A structured onboarding sequence for new loyalty members should consist of no more than three to four communications over the first ten to fourteen days. The first message, sent immediately on enrolment, confirms membership, states the welcome points or discount clearly, and explains the earn mechanic in one sentence. The second message, sent two to three days later, shows the member their current balance and the distance to their first reward. The third, sent before day ten, introduces a time-limited first challenge or bonus event that creates urgency without pressure.
Each communication should have one clear action and one clear benefit statement. Welcome sequences that try to explain the full programme, including tier structure, non-purchase earn, referral mechanics, and reward catalogue, in a single email consistently underperform those that introduce one element at a time. Members do not need to understand everything in week one. They need to feel rewarded in week one. Comprehension deepens with engagement; it does not precede it.
At the physical point of sale, the onboarding moment is the second visit, not the first.

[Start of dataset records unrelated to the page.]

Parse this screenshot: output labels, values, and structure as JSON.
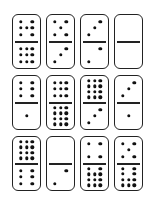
{
  "dominoes": [
    {
      "top": 7,
      "bottom": 9
    },
    {
      "top": 5,
      "bottom": 3
    },
    {
      "top": 3,
      "bottom": 2
    },
    {
      "top": 0,
      "bottom": 0
    },
    {
      "top": 6,
      "bottom": 1
    },
    {
      "top": 9,
      "bottom": 12
    },
    {
      "top": 12,
      "bottom": 3
    },
    {
      "top": 3,
      "bottom": 1
    },
    {
      "top": 12,
      "bottom": 6
    },
    {
      "top": 0,
      "bottom": 2
    },
    {
      "top": 4,
      "bottom": 11
    },
    {
      "top": 5,
      "bottom": 10
    }
  ],
  "colors": {
    "pip": "#111111",
    "border": "#222222",
    "background": "#ffffff"
  }
}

A member who scanned at their joining transaction and saw no visible sign of progress on the second visit has already begun to disengage. Ensuring that the digital card or app shows visible point accumulation by the second transaction, and that staff are prompted to mention it, is the operational detail that makes the difference between a member who becomes habitual and one who forgets they joined.

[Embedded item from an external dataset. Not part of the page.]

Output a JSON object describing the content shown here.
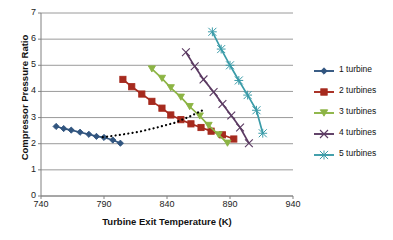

Programme Iteration: How to Improve After Launch
The most commercially successful loyalty programmes share one characteristic that has nothing to do with their launch design: they are treated as living products, not standing promotions. Tesco Clubcard has been running since 1995. Its current form bears almost no structural resemblance to its original incarnation. That continuous evolution, not the original design, is what has sustained its commercial relevance for three decades.
Iteration requires a measurement framework that is in place before launch, not assembled retrospectively. The four metrics that should be monitored from week one are: programme adoption rate (enrolled as a percentage of transactions), active member rate (members transacting within 90 days), first redemption rate (members reaching a first reward within 30 days), and lapse rate by cohort (the rate at which specific joining cohorts become inactive over time). Each of these metrics has a diagnostic function: adoption rate surfaces communication and enrolment friction; active rate surfaces mechanic and reward relevance; first redemption rate surfaces earn calibration; cohort lapse rate surfaces long-term engagement design.
Improvement decisions should be evidence-based and incremental. Changing the earn rate, the redemption threshold, the reward catalogue, and the communication cadence simultaneously makes it impossible to know which change produced which result. Run one change at a time, measure for four to six weeks, and carry the learning into the next iteration. This discipline compounds into a programme that knows its audience's incentive sensitivities, timing preferences, and reward motivations with a precision that no competitor who skips the iteration discipline can match.
Finally, plan the programme's evolution roadmap before the launch, not after. The features that are out of scope for a version one launch, gamification mechanics, partner reward integrations, sustainability-linked earning, or a premium paid tier, should already be scheduled for version two evaluation. Knowing what comes next prevents the common failure mode where a programme launches, generates initial excitement, and then stagnates because no one planned what happens in month seven.